Huge, Invisible Cloud Discovered Just 300 Light-Years From The Solar System
A giant object that has been lurking in the relative galactic vicinity of the Solar System this entire time has just been unmasked in all its enormous, invisible glory.
Just 300 light-years away, at the edge of the Local Bubble of space, astronomers have discovered a huge, crescent-shaped cloud of molecular hydrogen, the basic building block of everything in the Universe.
It's the first time scientists have managed to discover molecular material in interstellar space by looking for the glow of far-ultraviolet light. Its discoverers have named the cloud Eos, after the ancient Greek goddess of the dawn.
"This is the first-ever molecular cloud discovered by looking for far-ultraviolet emission of molecular hydrogen directly," says astrophysicist Blakesley Burkhart of Rutgers University in the US. "The data showed glowing hydrogen molecules detected via fluorescence in the far-ultraviolet. This cloud is literally glowing in the dark."
When you look into the night sky, the stars and planets look like glittering diamonds strewn across velvet. You see pinpricks of light, but not much between them. Interstellar space, however, is not empty. Tenuous molecular material drifts between the stars, sometimes coming together in a higher-density cloud.
This material is the stuff from which the stars are born, but it's hard to see when it's not all clumped together to form a nebula. Stars are very, very bright, and the glow emitted by the interstellar medium is very, very faint.
There are ways to detect it; for instance, light traveling through a cloud of something can be subtly changed, either in the orientation of the wave, or a shift in the frequency.
One theory about the matter in interstellar space is that it may have been evading detection. One of the most popular tracers that astronomers look for, for example, is carbon monoxide, and it has yielded a lot of information about the interstellar medium. But what about clouds that don't have a lot of carbon monoxide?
Burkhart and her colleagues took a different approach, analyzing publicly released observations collected by South Korea's STSat-1 ultraviolet space telescope.
Hydrogen makes up around 90 percent of the visible Universe by atoms, and 73 percent by mass. Molecular hydrogen fluoresces in far-ultraviolet when irradiated by ultraviolet starlight, so the researchers focused their efforts on searching for a strong emission associated with this interaction.
This is what led them to Eos, and enabled them to map its size and shape. It's roughly crescent-shaped and has a diameter of about 80 to 85 light-years. Within that contour, it contains around 2,000 solar masses' worth of hydrogen, representing around 36 percent of the total mass of the cloud.
If we could see it with our eyes in the night sky, Eos would be 40 times the width of the full Moon.
This material within the cloud, the team determined, is likely being evaporated by the stars around it, a process called photodissociation. It's dissipating at a rate of around 600 solar masses per million years, and will be totally gone in around 5.7 million years' time.
That's not very long, on cosmic timescales.
"When we look through our telescopes, we catch whole solar systems in the act of forming, but we don't know in detail how that happens," Burkhart says. "Our discovery of Eos is exciting because we can now directly measure how molecular clouds are forming and dissociating, and how a galaxy begins to transform interstellar gas and dust into stars and planets."
What's even more exciting is that the work shows a viable way to search for the heretofore invisible molecular clouds that are lurking throughout the Milky Way, and even the wider Universe. It'll offer new insight into our own galaxy's history of star formation, and how the process has taken place across the vastness of space and time.
"The use of the far-ultraviolet fluorescence emission technique could rewrite our understanding of the interstellar medium, uncovering hidden clouds across the galaxy and even out to the furthest detectable limits of cosmic dawn," cosmologist Thavisha Dharmawardena of New York University says.
The research has been published in Nature Astronomy.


• **The problem**
Please restate each line of the data that follows word for word, skipping any image.

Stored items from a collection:

::::

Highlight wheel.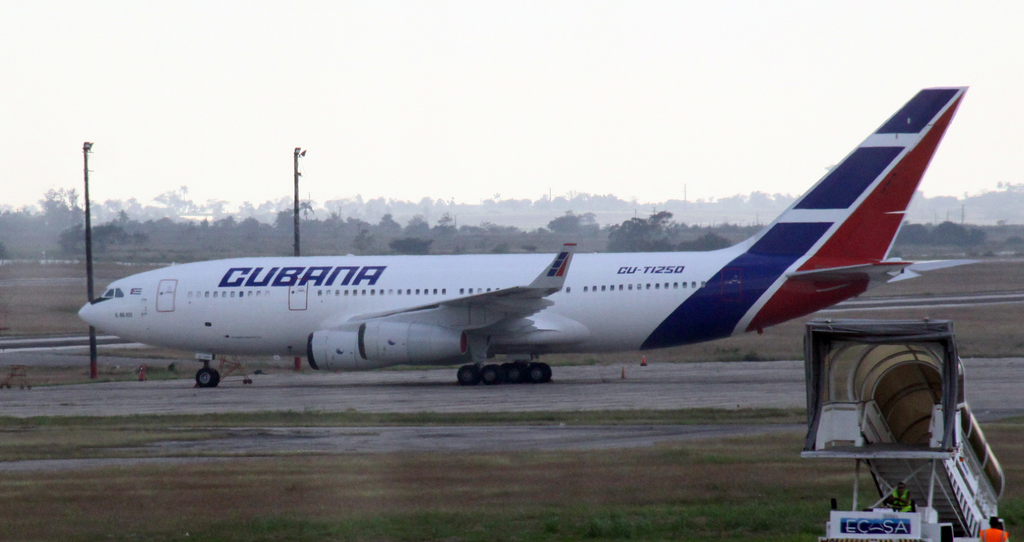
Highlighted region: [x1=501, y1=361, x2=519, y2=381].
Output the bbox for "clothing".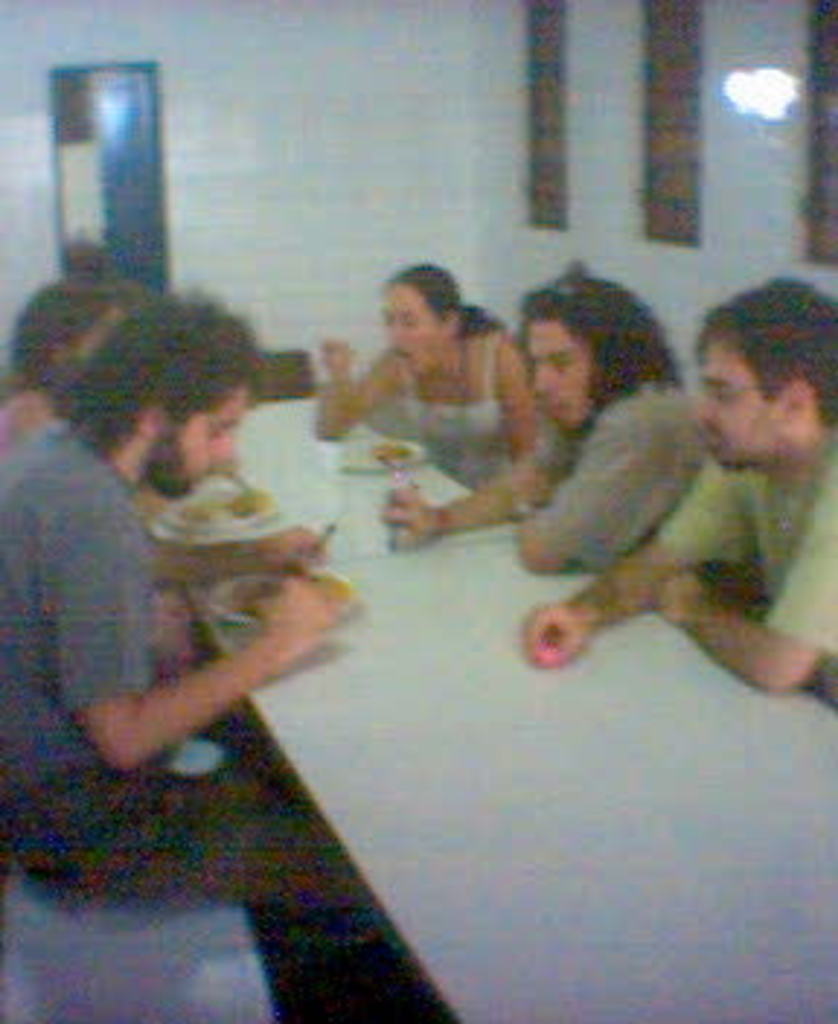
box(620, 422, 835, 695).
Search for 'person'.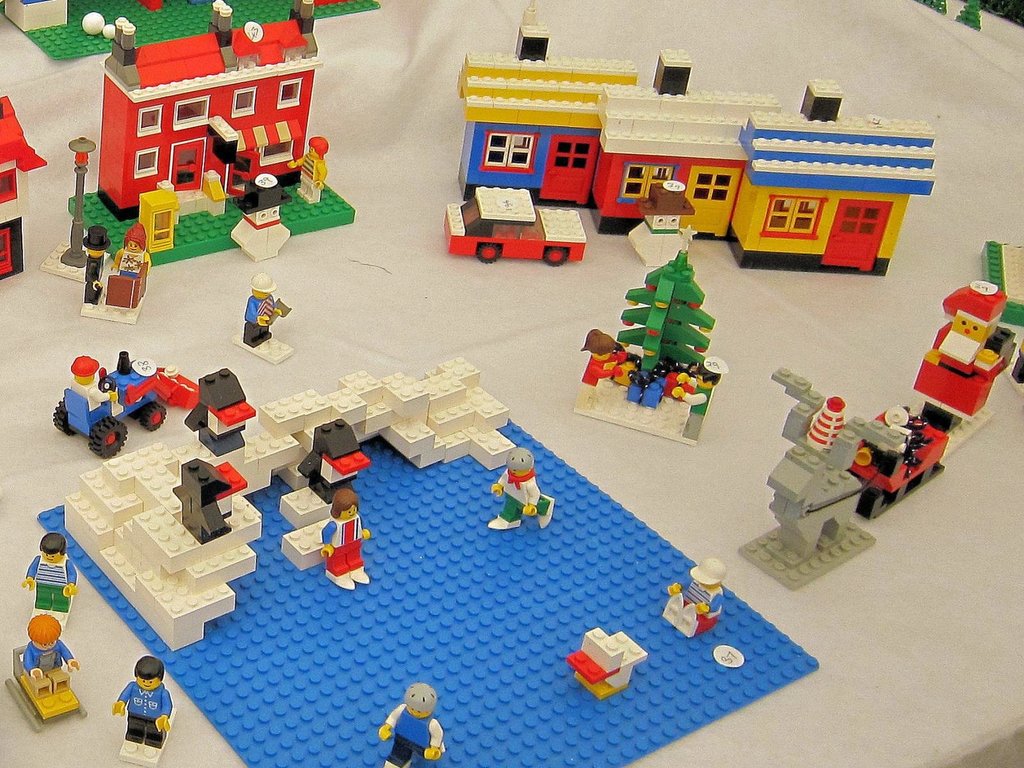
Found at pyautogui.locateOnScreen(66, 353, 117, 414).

::::

• **Exercise output**
Highlight wheel.
Highlighted region: [x1=501, y1=361, x2=519, y2=381].
Output the bbox for "clothing".
box(620, 422, 835, 695).
Search for 'person'.
Found at pyautogui.locateOnScreen(66, 353, 117, 414).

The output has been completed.